Tuesday, March 31, 2020

Page & Brin – Google search… G Suite and many other tools for teaching and learning…

Larry Page and Sergei Brin met at Stanford, in 1995, yet their business, Google, has become one of the most significant global businesses of our times. Their search engine has transformed the way we search for information and has changed our very relationship with knowledge, making it a significant contribution to learning. As the world’s most successful search engine it has become an indispensable tool for learning and research.

Education

Brin was born in Russia and educated in the US, Page is from Michigan.
Like Alexander Graham Bell, Thomas Edison, Henry Ford, Mahatma Gandhi, Sigmund Freud, Buckminster Fuller, Leo Tolstoy, Bertrand Russell, Jean Piaget and Hilary and Bill Clinton before them, they both attended Montessori schools. Indeed, they both credit their Montessori education for much of their success. It was the Montessori experience, they claim, that made them self-directed, allowing them to think for themselves and pursue their real interests.
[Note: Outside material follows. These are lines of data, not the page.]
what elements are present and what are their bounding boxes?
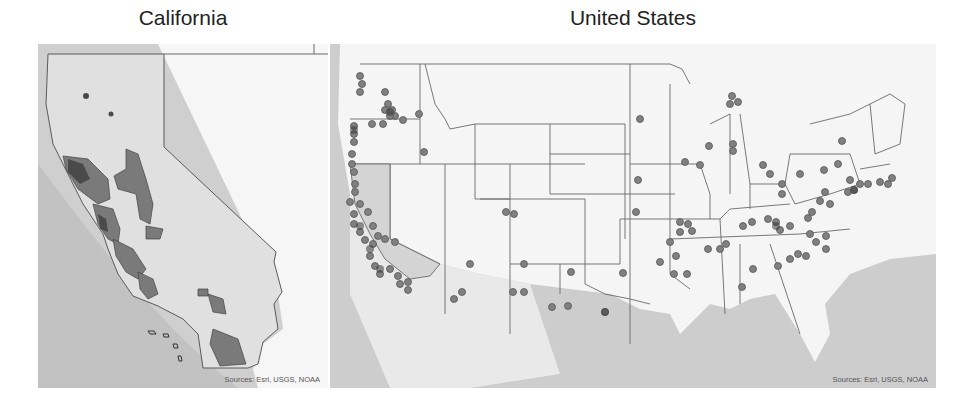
us-map-credit: Sources: Esri, USGS, NOAA [833, 375, 928, 384]
us-map-canvas: Sources: Esri, USGS, NOAA [330, 44, 936, 388]
us-map-title: United States [330, 6, 936, 30]
california-map-credit: Sources: Esri, USGS, NOAA [225, 375, 320, 384]
california-map-canvas: Sources: Esri, USGS, NOAA [38, 44, 328, 388]
us-map[interactable]: Sources: Esri, USGS, NOAA [330, 44, 936, 388]
california-map[interactable]: Sources: Esri, USGS, NOAA [38, 44, 328, 388]
california-map-title: California [38, 6, 328, 30]
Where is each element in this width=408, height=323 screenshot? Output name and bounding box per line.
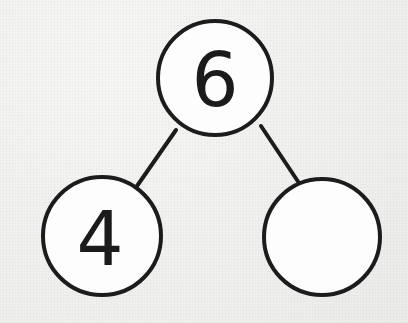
connector-left-line — [137, 130, 176, 186]
number-bond-worksheet: 6 4 — [0, 0, 408, 323]
whole-value: 6 — [191, 37, 238, 123]
part-left-value: 4 — [76, 196, 123, 282]
part-circle-right[interactable] — [264, 179, 380, 295]
number-bond-diagram: 6 4 — [0, 0, 408, 323]
connector-right-line — [261, 126, 299, 183]
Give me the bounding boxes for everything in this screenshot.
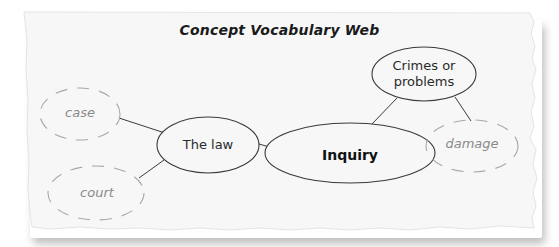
node-damage-label: damage	[445, 136, 498, 152]
node-crimes-label-line2: problems	[394, 74, 455, 90]
diagram-title: Concept Vocabulary Web	[0, 22, 559, 38]
node-inquiry-label: Inquiry	[322, 147, 378, 163]
node-case-label: case	[65, 105, 95, 121]
node-crimes-label-line1: Crimes or	[393, 58, 456, 74]
node-law-label: The law	[183, 137, 234, 153]
node-court-label: court	[80, 185, 114, 201]
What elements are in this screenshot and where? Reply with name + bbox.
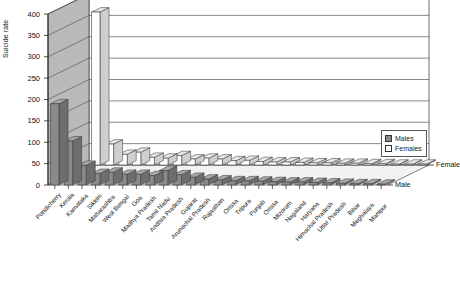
legend-item-females: Females — [385, 144, 422, 154]
females-swatch-icon — [385, 145, 392, 152]
depth-label-female: Female — [436, 160, 460, 169]
chart-legend: Males Females — [381, 130, 427, 157]
males-swatch-icon — [385, 135, 392, 142]
legend-item-males: Males — [385, 134, 422, 144]
legend-label-males: Males — [395, 134, 414, 144]
depth-label-male: Male — [395, 180, 411, 189]
legend-label-females: Females — [395, 144, 422, 154]
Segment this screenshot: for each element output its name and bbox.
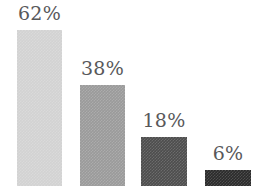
bar-group-4: 6% — [205, 170, 251, 186]
bar-value-label-2: 38% — [81, 59, 124, 78]
bar-2 — [80, 85, 125, 186]
bar-group-1: 62% — [17, 30, 62, 186]
bar-value-label-4: 6% — [213, 144, 244, 163]
bar-value-label-3: 18% — [143, 111, 186, 130]
bar-group-2: 38% — [80, 85, 125, 186]
bar-value-label-1: 62% — [18, 4, 61, 23]
bar-group-3: 18% — [141, 137, 187, 186]
bar-1 — [17, 30, 62, 186]
bar-4 — [205, 170, 251, 186]
plot-area: 62% 38% 18% 6% — [0, 0, 272, 194]
bar-chart: 62% 38% 18% 6% — [0, 0, 272, 194]
bar-3 — [141, 137, 187, 186]
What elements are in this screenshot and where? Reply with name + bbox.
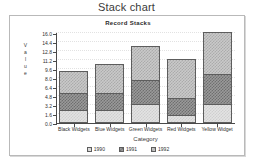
y-axis-title-letter: l	[21, 56, 30, 63]
legend-swatch-icon	[119, 147, 124, 152]
bar-segment[interactable]	[203, 32, 232, 75]
legend-label: 1990	[94, 146, 105, 152]
y-axis-line	[56, 33, 57, 124]
x-axis-category-label: Yellow Widget	[199, 126, 235, 132]
x-axis-category-label: Green Widgets	[128, 126, 164, 132]
legend-label: 1992	[158, 146, 169, 152]
bar-segment[interactable]	[167, 59, 196, 99]
y-axis-tick-label: 1.6	[45, 113, 52, 118]
legend-swatch-icon	[87, 147, 92, 152]
y-axis-tick-label: 4.8	[45, 95, 52, 100]
y-axis-title: Value	[21, 42, 30, 77]
x-axis-line	[56, 123, 235, 124]
bar-segment[interactable]	[131, 80, 160, 105]
bar-segment[interactable]	[59, 71, 88, 94]
stacked-bar[interactable]	[203, 33, 232, 123]
bar-segment[interactable]	[95, 110, 124, 123]
y-axis-tick-label: 12.8	[42, 50, 52, 55]
x-axis-category-label: Red Widgets	[163, 126, 199, 132]
y-axis-title-letter: u	[21, 63, 30, 70]
legend-item[interactable]: 1991	[119, 146, 137, 152]
y-axis-title-letter: e	[21, 70, 30, 77]
page-title: Stack chart	[0, 1, 253, 14]
stacked-bar[interactable]	[59, 72, 88, 123]
legend-label: 1991	[126, 146, 137, 152]
bar-segment[interactable]	[59, 110, 88, 123]
y-axis-tick-mark	[53, 124, 57, 125]
y-axis-title-letter: a	[21, 49, 30, 56]
x-axis-title: Category	[56, 136, 235, 142]
plot-area: 0.01.63.24.86.48.09.611.212.814.416.0	[56, 33, 235, 124]
stacked-bar[interactable]	[95, 65, 124, 123]
chart-subtitle: Record Stacks	[10, 20, 246, 26]
stacked-bar[interactable]	[167, 60, 196, 123]
legend-swatch-icon	[151, 147, 156, 152]
bar-segment[interactable]	[131, 104, 160, 123]
y-axis-tick-label: 14.4	[42, 41, 52, 46]
bar-segment[interactable]	[203, 104, 232, 123]
chart-legend: 199019911992	[10, 146, 246, 152]
legend-item[interactable]: 1992	[151, 146, 169, 152]
x-axis-category-label: Black Widgets	[56, 126, 92, 132]
y-axis-tick-label: 3.2	[45, 104, 52, 109]
y-axis-tick-label: 0.0	[45, 122, 52, 127]
bar-segment[interactable]	[95, 93, 124, 111]
bar-segment[interactable]	[203, 74, 232, 105]
x-axis-category-label: Blue Widgets	[92, 126, 128, 132]
bar-segment[interactable]	[59, 93, 88, 111]
stacked-bar[interactable]	[131, 47, 160, 124]
y-axis-title-letter: V	[21, 42, 30, 49]
legend-item[interactable]: 1990	[87, 146, 105, 152]
y-axis-tick-label: 16.0	[42, 32, 52, 37]
bar-segment[interactable]	[131, 46, 160, 81]
bar-segment[interactable]	[167, 115, 196, 123]
y-axis-tick-label: 9.6	[45, 68, 52, 73]
y-axis-tick-label: 8.0	[45, 77, 52, 82]
bar-segment[interactable]	[167, 98, 196, 115]
y-axis-tick-label: 6.4	[45, 86, 52, 91]
chart-frame: Record Stacks Value 0.01.63.24.86.48.09.…	[9, 15, 245, 156]
chart-screenshot: Stack chart Record Stacks Value 0.01.63.…	[0, 0, 253, 161]
bar-segment[interactable]	[95, 64, 124, 94]
y-axis-tick-label: 11.2	[43, 59, 52, 64]
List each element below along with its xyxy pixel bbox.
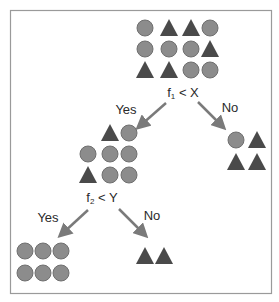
left-yes-label: Yes (37, 210, 59, 225)
root-yes-label: Yes (115, 102, 137, 117)
circle-sample (202, 20, 218, 36)
circle-sample (137, 20, 153, 36)
circle-sample (53, 243, 69, 259)
circle-sample (35, 243, 51, 259)
circle-sample (17, 243, 33, 259)
circle-sample (35, 265, 51, 281)
circle-sample (80, 146, 96, 162)
circle-sample (202, 62, 218, 78)
circle-sample (228, 132, 244, 148)
root-no-label: No (222, 100, 239, 115)
circle-sample (121, 167, 137, 183)
circle-sample (102, 167, 118, 183)
circle-sample (121, 146, 137, 162)
circle-sample (53, 265, 69, 281)
circle-sample (183, 62, 199, 78)
circle-sample (137, 41, 153, 57)
circle-sample (102, 146, 118, 162)
circle-sample (17, 265, 33, 281)
left-no-label: No (144, 208, 161, 223)
decision-tree-diagram: f1 < X Yes No f2 < Y Yes No (0, 0, 279, 302)
circle-sample (161, 41, 177, 57)
circle-sample (121, 125, 137, 141)
circle-sample (183, 41, 199, 57)
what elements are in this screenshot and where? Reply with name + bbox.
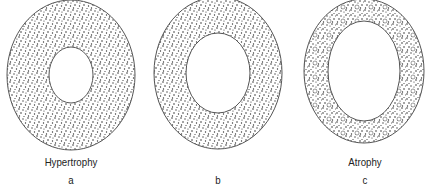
ring-a <box>7 0 135 150</box>
lumen-a <box>49 47 93 103</box>
panel-a-title: Hypertrophy <box>36 156 106 168</box>
lumen-b <box>186 33 250 113</box>
panel-a-letter: a <box>62 174 80 186</box>
lumen-c <box>328 21 400 121</box>
panel-b-letter: b <box>209 174 227 186</box>
panel-c-letter: c <box>356 174 374 186</box>
ring-b <box>154 0 282 149</box>
panel-c-title: Atrophy <box>330 156 400 168</box>
ring-c <box>304 0 424 143</box>
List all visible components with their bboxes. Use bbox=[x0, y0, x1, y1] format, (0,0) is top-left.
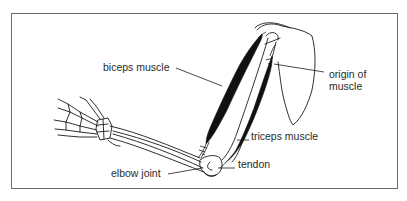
biceps-leader bbox=[176, 68, 222, 86]
triceps-tendon bbox=[220, 162, 226, 168]
biceps-muscle bbox=[206, 34, 262, 144]
finger-bone bbox=[58, 99, 98, 122]
arm-diagram bbox=[0, 0, 407, 201]
label-tendon: tendon bbox=[238, 158, 270, 170]
label-origin-line2: muscle bbox=[329, 80, 366, 92]
label-triceps-muscle: triceps muscle bbox=[251, 130, 318, 142]
label-biceps-muscle: biceps muscle bbox=[103, 61, 170, 73]
origin-leader bbox=[274, 64, 324, 72]
label-origin-line1: origin of bbox=[329, 68, 366, 80]
label-origin-of-muscle: origin of muscle bbox=[329, 68, 366, 92]
triceps-muscle bbox=[226, 56, 272, 162]
elbow-bone bbox=[200, 156, 222, 176]
label-elbow-joint: elbow joint bbox=[111, 167, 161, 179]
elbow-leader bbox=[168, 168, 202, 174]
Google Search and learning

Their mathematical approach to search problems at Stanford led to a search engine that ranked sites by popularity. Their scalable model looked at links, so the larger the web became the better their engine became. Famously based on a spelling error (Google should have been Googol), Google's mission is to ‘organize the world's information and make it universally accessible and useful’. Specialist searching of text, images, video, books, academic papers, Universities, news, maps and prices, have given the ordinary user unparalleled access to knowledge stored in different media. It is the speed and efficiency of such search that has accelerated our ability as learners to identify relevant knowledge. Learners of all ages and abilities see the web as a useful source of knowledge. Researchers, from schoolchildren with projects to advanced researchers in educational institutions, often find Google an indispensable tool.
Google Scholar is a free, search service for scholarly literature. It contains most academic journals, books and other academic literature. Search is weighted towards citations and the ability to choose a citation format is a strong feature. Other search for images, news and so on have also been useful in education.

Google tools in Education

G Suite is a cloud-based set of educational tools, launched in 2006. It includes Gmail (email), Hangouts (comms and collaboration), Calendar, Drive (storage), Docs, Sheets, Forms and other tools for shared resources and collaboration. As ac loud-based solution your data is stored securely and backed up effortlessly. Tens of millions use the service in education. Blogger provides free blogging software to tens of millions of bloggers and there is a large community of education and training bloggers. This has proved useful in, for example, CPD (Continuous Professional Development).Google Books, Google Earth, Google Translate and Google Assistant are just some of the free services that have also contributed to education.

Google and digitisation

Google’s work to digitise the contents of some of the world’s great libraries is also contributing to the storage and dissemination of knowledge. The aim is to make the contents of books (text and images) searchable and available, while being sensitive to the ‘in and out of print’ issues along with the ‘copyright and public domain’ restrictions. They are looking at millions of books available over and above the existing Google Books program with publishers. This takes Google beyond searching to the creation of online resources for searching.

Criticism

Google’s presence in schools has been seen as a way of getting their brand into the heads of younger people, for future exploitation. There is also the issue of tax avoidance where, by not paying fair amounts of tax in many countries, notably the notorious “double Irish” loophole to avoid paying tax in Europe, Africa and the Middle East, has come under fire. A similar arrangement exists in Singapore for the Far East. Thomas Picketty has described this literally as the ‘theft’ by one country from many others.

Influence

Page and Brin have created a toolset that has already revolutionised access to knowledge. Their organisation continues to revolutionise learning and to ‘organize the world's information and make it universally accessible and useful’. The scale of this task is enormous and on-going. Few organisations now have the tools and financial muscle to make it possible. It is truly an example of technology making a huge impact on the efficacy of learning.